The Anti-Feminist Mystique?

I think I must be the worst feminist journalist/blogger in the world, or at least the country.

It’s tempting to pretend that I was just too cool to write about 50th anniversary of The Feminine Mystique’s publication, but the truth is I had no idea.  I somehow managed to get left off the list for review copies of the reissued volume, no one invited me to be on a panel on its impact, and goddess knows my friends weren’t talking about it.

courtesy: www.tressugar.com
In fact, the date might have slipped by me altogether if I hadn’t bought a Kindle last week and celebrated by spending even more money on a subscription to the New York Times.  So yesterday, on my way to work, I read an article by Janet Maslin reflecting on the book’s impact, and it had links to a piece that had appeared a couple days earlier and that referred to another piece – you get the picture.

Everyone, it seems, was celebrating this momentous day except for contemporary feminist activists.  Amitai Etzioni diaried (is that a word? Why not if “diarist” is?) about it on The Daily Kos.  Historian Peter Dreier wrote about it on The Huffington Post and Truth Out.  New York Times Op-Ed Columnist Gail Collins, who wrote the introduction to the 50th Anniversary edition, hosted a video round table and gave an interview to The Atlantic.  (The Atlantic, incidentally, has had no less than six articles about the book in the last few months, most by men and fairly uncharitable).  Third-wave feminist Kathleen Parker wrote a snotty “Who needs it?” column in The Washington Post.

So what’s left to say?  Not too much except that:

(1) A surprising number of the major pieces were written by men, and many of the ones by women – especially the hostile ones  – mainly quote men;

(2) Nearly all the comments on the aforementioned video debate – which is highly entertaining and I recommend it – are by irate men who clearly have not read the book but think they know what it says;

(3) It’s amazing how much outrage the book still provokes – again, mostly by people who never read it, as Stephanie Coontz documented in her book A Strange Stirring; and

(4) People are, as always, quick to condemn prominent feminists where they would be more forgiving of almost any other icon who was but a product of her time.

I only saw Friedan in the flesh once.  She came to speak at my college.  All the feminists on campus were there.  A Black woman – that’s how they identified then -- got up and asked a question, I don’t remember exactly what it was but basically she was taking Friedan to task for ignoring the specific oppressions of women of color and poor women.  Friedan reacted like a skunk whose tail had been stepped on.   

“Don’t make me the enemy,” she screamed. 

 The woman she was screaming at, a friend of mine, ran out of the room in tears, followed by other Black women who gathered around her.  I and some of their other white friends followed.

“That’s why we’re not in the movement,” I heard one Black woman say to the woman who’d been the target of Friedan’s venom.

I was so humiliated.  I couldn’t believe she’d done that – this woman that we all looked up to.  It was just a terrible day all the way around.  It was doubly shocking because obviously that wasn’t the first time Friedan had been challenged on racism.  It’s kind of like how angry Bill Clinton used to get when feminists criticized his policies or his mediocre record on appointing women to high positions.  You always think that years of being publicly criticized would make people grow a tougher skin – or maybe even be able to listen and hear what people are saying.

Given that experience, it’s surprising that I feel like defending Friedan now.  Or maybe it’s not.  Maybe I’m remembering times when I didn’t behave well in public.  Or maybe I’m thinking ahead to a time when something I did or said that seemed groundbreaking is going to seem antiquated and even counterrevolutionary.

Either way, it’s hard not to scream when I read something like Ashley Fetters’ “4 Big Problems with The Feminine Mystique,” in The Atlantic.  Fetters begins with “It’s racist.
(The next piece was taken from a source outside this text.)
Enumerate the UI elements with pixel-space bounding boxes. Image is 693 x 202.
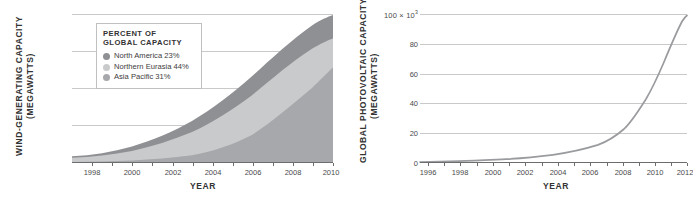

And it’s classist.” (quoting the estimable bell hooks for the specifics) but quickly moves on to quote biographer Daniel Horowitz to support the claim that, “It’s founded on a lie.” The lie in question is Friedan’s choice to deny her past as a union organizer and “radical leftist” (Horowtiz’s phrase).  So are we supposed to disrespect Friedan because she was concerned about working class women, or because she wasn’t?  Or are we just supposed to disrespect her -- because?

(Because I know how very interested you are in the minutiae of my life, let me just mention that this is the first blog post I've been able to do completely from home, having finally gotten my place wired on Saturday.  It's fabulous.)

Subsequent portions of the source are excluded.